Knowledge distillation often involves how to define and transfer knowledge from teacher to student effectively. Although recent self-supervised contrastive knowledge achieves the best performance, forcing the network to learn such knowledge may damage the representation learning of the original class recognition task. We therefore adopt an alternative self-supervised augmented task to guide the network to learn the joint distribution of the original recognition task and self-supervised auxiliary task. It is demonstrated as a richer knowledge to improve the representation power without losing the normal classification capability. Moreover, it is incomplete that previous methods only transfer the probabilistic knowledge between the final layers. We propose to append several auxiliary classifiers to hierarchical intermediate feature maps to generate diverse self-supervised knowledge and perform the one-to-one transfer to teach the student network thoroughly. Our method significantly surpasses the previous SOTA SSKD with an average improvement of 2. 56% on CIFAR-100 and an improvement of 0. 77% on ImageNet across widely used network pairs. Codes are available at https: //github. com/winycg/HSAKD.

AAAI Conference 2020 Conference Paper

Gated Convolutional Networks with Hybrid Connectivity for Image Classification

  • Chuanguang Yang
  • Zhulin An
  • Hui Zhu
  • Xiaolong Hu
  • Kun Zhang
  • Kaiqiang Xu
  • Chao Li
  • Yongjun Xu

We propose a simple yet effective method to reduce the redundancy of DenseNet by substantially decreasing the number of stacked modules by replacing the original bottleneck by our SMG module, which is augmented by local residual. Furthermore, SMG module is equipped with an efficient twostage pipeline, which aims to DenseNet-like architectures that need to integrate all previous outputs, i. e. , squeezing the incoming informative but redundant features gradually by hierarchical convolutions as a hourglass shape and then exciting it by multi-kernel depthwise convolutions, the output of which would be compact and hold more informative multi-scale features.

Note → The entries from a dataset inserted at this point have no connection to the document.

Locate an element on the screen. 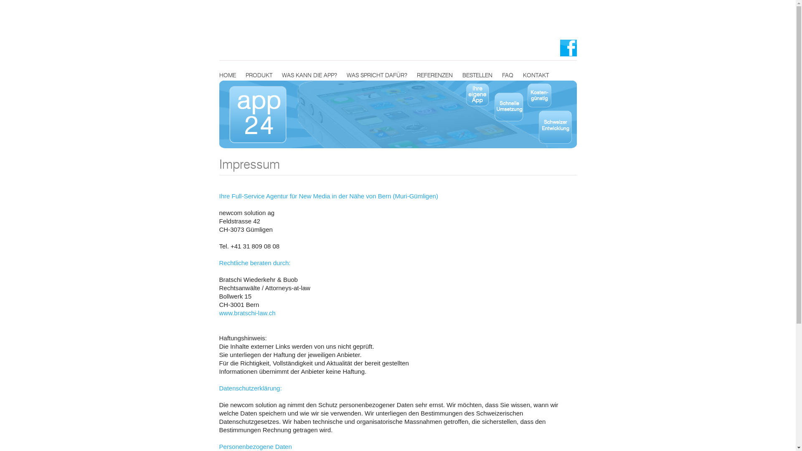 Image resolution: width=802 pixels, height=451 pixels. HOME is located at coordinates (227, 76).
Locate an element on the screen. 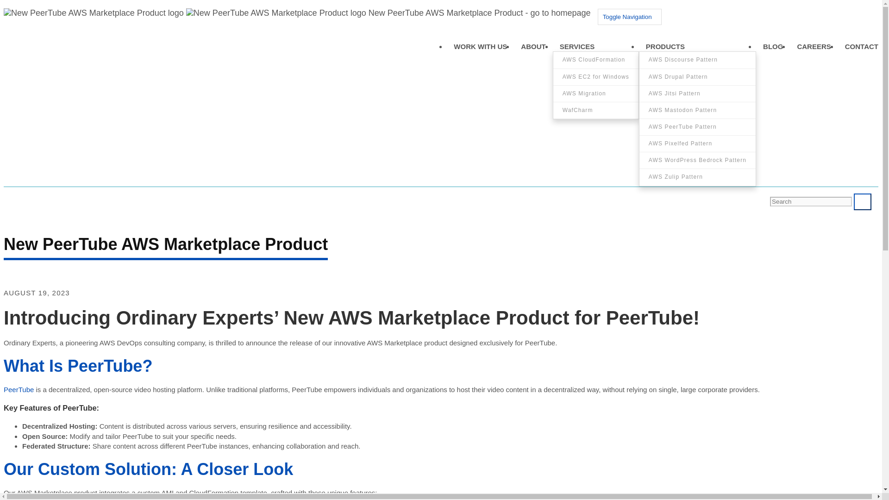 Image resolution: width=889 pixels, height=500 pixels. AWS Mastodon Pattern is located at coordinates (698, 110).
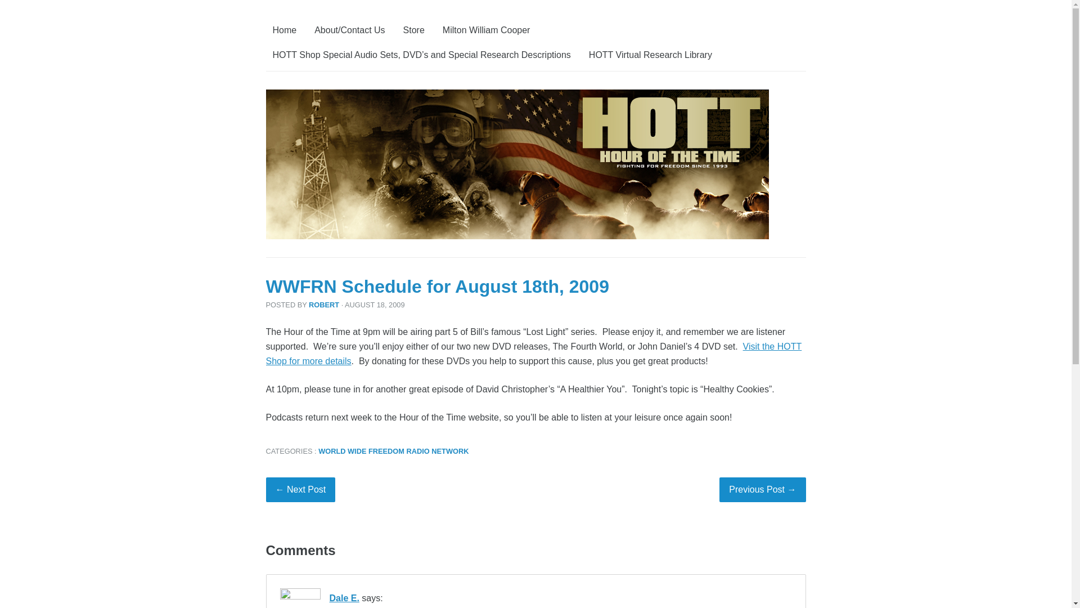 Image resolution: width=1080 pixels, height=608 pixels. I want to click on WWFRN Schedule for August 18th, 2009, so click(437, 286).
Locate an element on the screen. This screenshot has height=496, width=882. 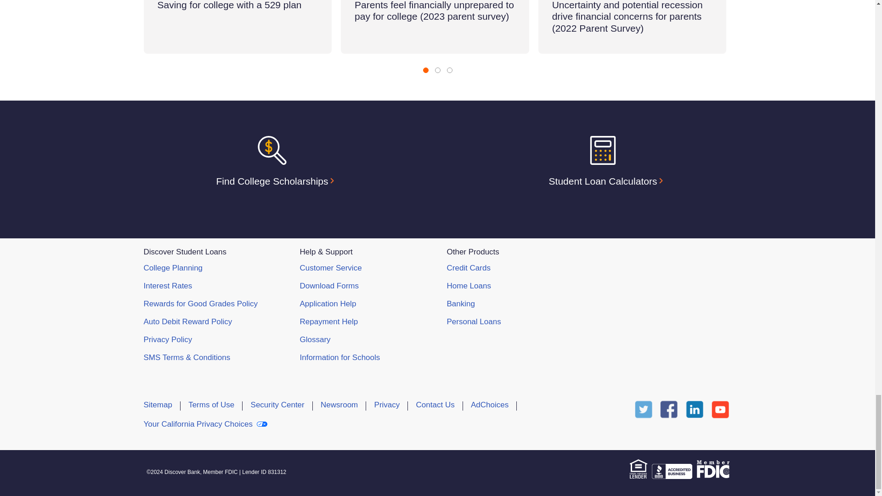
Application Help is located at coordinates (328, 304).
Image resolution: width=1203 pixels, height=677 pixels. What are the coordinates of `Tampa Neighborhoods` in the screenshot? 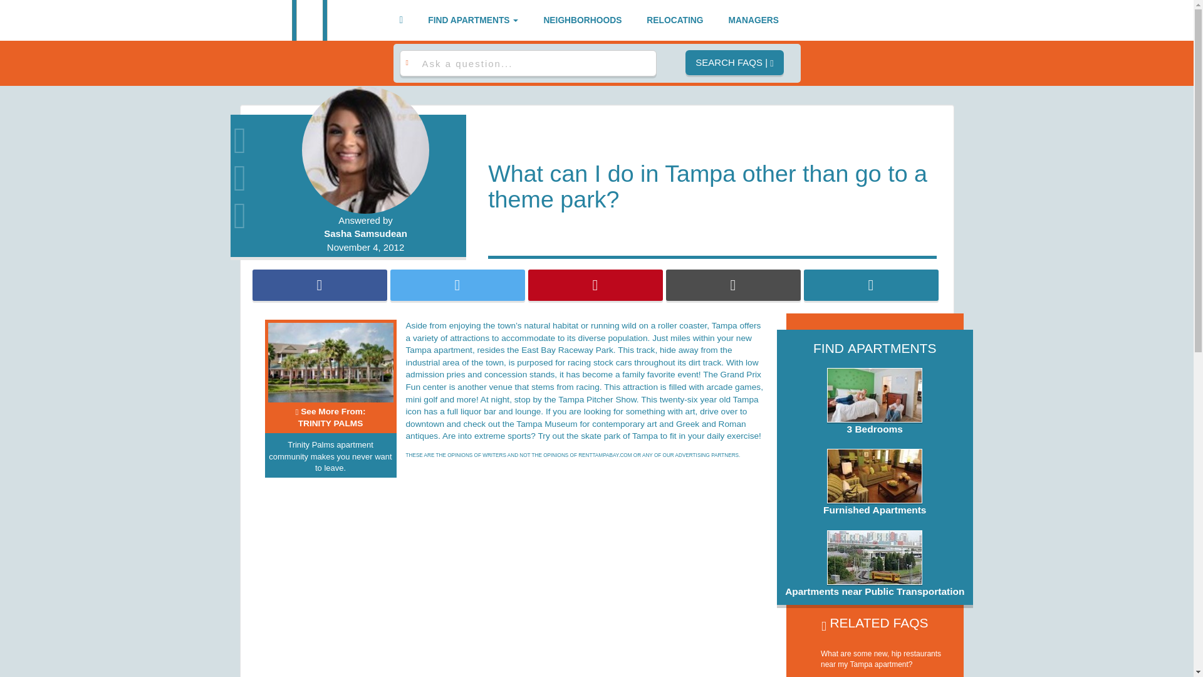 It's located at (582, 20).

We further develop a forget and an update gate by introducing the popular attention modules to implement the effective fusion instead of a simple addition between reused and new features. Due to the Hybrid Connectivity (nested combination of global dense and local residual) and Gated mechanisms, we called our network as the HCGNet. Experimental results on CIFAR and ImageNet datasets show that HCGNet is more prominently efficient than DenseNet, and can also significantly outperform state-of-the-art networks with less complexity. Moreover, HCGNet also shows the remarkable interpretability and robustness by network dissection and adversarial defense, respectively. On MS-COCO, HCGNet can consistently learn better features than popular backbones.